Milo felt his mouth instantly go dry.

He looked up through the gaps in the camouflage netting stretched from tree to tree over the camp. He could see the wispy clouds far above.

But as they watched, those clouds thickened and darkened. The white edges seemed to boil. The sun grew abruptly dimmer and then vanished behind a pall of darkness.

They were not storm clouds.

This was not thunder.

“Oh no . . . ,” he breathed.

He had never seen this in real life. Neither had Shark.

But in dreams . . .

In last night's dream.

They stared in slack-jawed horror as the clouds suddenly boiled away to reveal a dark patchwork of fused metal. It filled the whole sky. So huge. So ugly.

So close.

“God . . . ,” he heard Shark say in a tiny, faraway voice.

This was no dream.

It was a hive ship.

S
omeone yelled,
“They found us!”

That's when the screaming started.

And the gunfire.

Milo was trapped inside the moment, unable to determine if this was really happening or if he was dreaming. Was he still back where he'd found the Stinger? Was this another nightmare?

It had to be.

This was exactly what happened in his dreams. He'd written this down a hundred times. Even though the camp had been moved so often and was so well hidden under the camouflage canopy, the Dissosterins had found them.

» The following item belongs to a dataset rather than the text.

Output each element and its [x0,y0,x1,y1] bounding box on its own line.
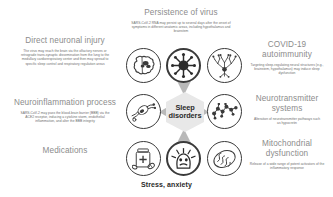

That was always the fear. The Bugs never stopped looking. Never. They were as relentless as they were merciless. They hunted for EA camps to steal supplies, to end resistance, to take captives. To destroy.

Milo's heart sank.

The hive ship burst through the clouds. The swarms of hunter-killer machines. Soon the shocktroopers themselves would come flying over the trees, squads of them clinging to the sides of their drop-ships like wasps on a nest.

This was only a dream.

Except that it wasn't.

The sounds were different. Everything was more confused. Muddier, overlapping, deafening. There was the stink of smoke in the air, and he never remembered smells from his dreams. Goose bumps rose on his skin. His heart began racing.

Real.

This was real.

Oh my God. This is real!

Suddenly, Milo was in motion.

He flung his plate away and jumped off the tailgate. The ground seemed to ripple under him as the shock waves shook the camp. A hunter-killer drinker—a flying foot-long tick that could suck all the life out of a person—flew directly at him, and Milo swatted it out of the air. The impact numbed his hand. The drinker struck the fender of the truck and dropped to the dirt, the wings beating furiously to regain altitude. Milo stomped down on it. Once, twice, again and again until the metal shell split apart and the green lifelight burst into a cloud of glittering crystal dust. Fire and sparks shot upward from the machine.

The sky seemed to be filled with glowing green lights. There were more of the hunter-killers in the air. So many kinds. More of the drinkers as well as iron-toothed biters that were as big as bobcats and clouds of mechanized gnats whose tiny mouths carried drops of a neurotoxin that could paralyze a grown man. Poppers exploded in the air, blowing apart the camouflage netting, exposing the camp to the Swarm.

“Shark!” yelled Milo as he grabbed his friend's arm. “We got to go!”

He pulled Shark off the tailgate, but Shark was still so sick and weak that he stumbled two steps and dropped to his knees.

“Go!” gasped Shark. “Milo, run. Don't worry about me.”

“Oh,
shut up!
” Milo grunted as he jerked Shark to his feet again, wrapped his arm over his shoulders, and began to half carry him.

A grinder—nine feet long and driven by a frenzied high-speed engine—ripped across the camp, the chain-saw blades scything through poles that supported clotheslines and tents. It whipsawed in the air like a snake, and when it caught their movement, it changed direction and flew straight for them.